Like the Current Guidance, the Proposed Guidance comes with a set of LRM-related tasks for Supervisors to perform in the best interests of scheme participants. These tasks can be summarised as follows:

  1. Undertaking regular assessments at fund level of MIS managers’ LRM frameworks and liquidity stress resiliencies, using a tailored risk-based approach that includes the likes of frequency, scope, and intensity;
  2. Monitoring MIS managers’ internal reports, market information and periodic surveys in combination to supplement regular assessments;
  3. Frequently reviewing MIS managers’ own liquidity-related monitoring activities to detect any changes; 
  4. Clearly identifying the LRM-related triggers that may prompt reporting to the FMA under section 203 of the FMC Act.
Conclusion

“The two papers discussed in this month’s article raise a number of issues of importance for boards of supervised entities and their Supervisors to pay attention to,” said Matthew Band, General Manager of Trustee Corporate Supervision at Trustees Executors.

Governance Thematic Review

“The RBNZ/FMA’s Governance Thematic Review should be regarded as required study by directors of supervised entities in preparation for detailed discussion at the boardroom level.”

“This Review provides appropriate tools for boards of regulated financial institutions to conduct constructive critical reviews of their governance best practice standards and methodologies.”

LRM consultation

“With respect to LRM, MIS managers and their boards should be looking very closely at the FMA’s Consultation on its Proposed Guidance.”

“There is a lot of potential legal and business risk inherent in what the regulator has been consulting on in terms of its expectations of MIS managers and the eleven LRM features that it wants to replace the current eleven LRM principles with.”

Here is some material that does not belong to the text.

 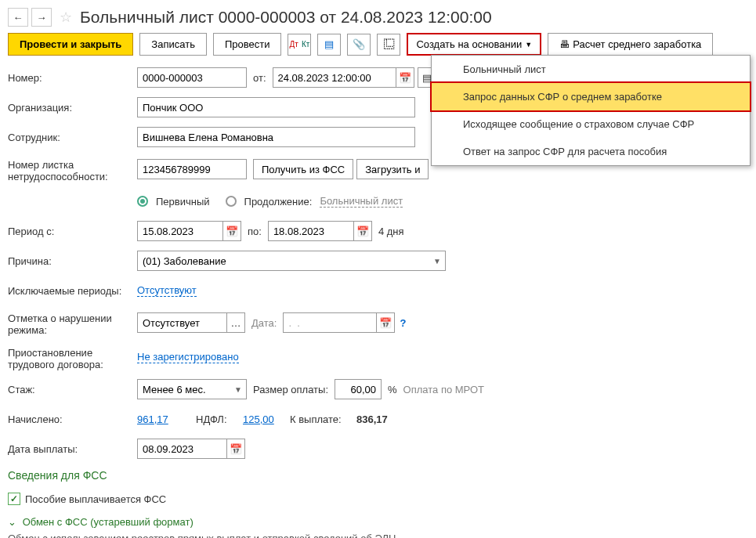 I want to click on reason-select, so click(x=291, y=261).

“Boards of MIS managers need to ensure that they are fully cognisant not merely of what they are expected to do under the Current Guidance and its companion LRM Review, but also of how that could change under the Proposed Guidance.”

“Integration of latest international trends into LRM as practised within New Zealand, strengthened FMA emphasis on legal obligations of MIS managers and their Supervisors arising from LRM, and the fine granularity with which the regulator expects MIS managers and Supervisors to address their respective LRM-related tasks, taken together mean that the Proposed Guidance is a significant document to read.”

“Trustees Executors has contributed to submissions to the FMA on LRM in conjunction with the Corporate Trustees Association (CTA).”

“As a Supervisor, regardless of whether the Consultation’s outcome results in the Proposed Guidance or something similar being finalised as the new current LRM standard, Trustees Executors will be monitoring the LRM activities of its MIS manager clients, including of their boards, to assist with ensuring that they meet the required standard prevailing.”

For comment or more information, or to be added to the free email subscriber list of “The Supervisor”, please contact Matt Band at [email protected].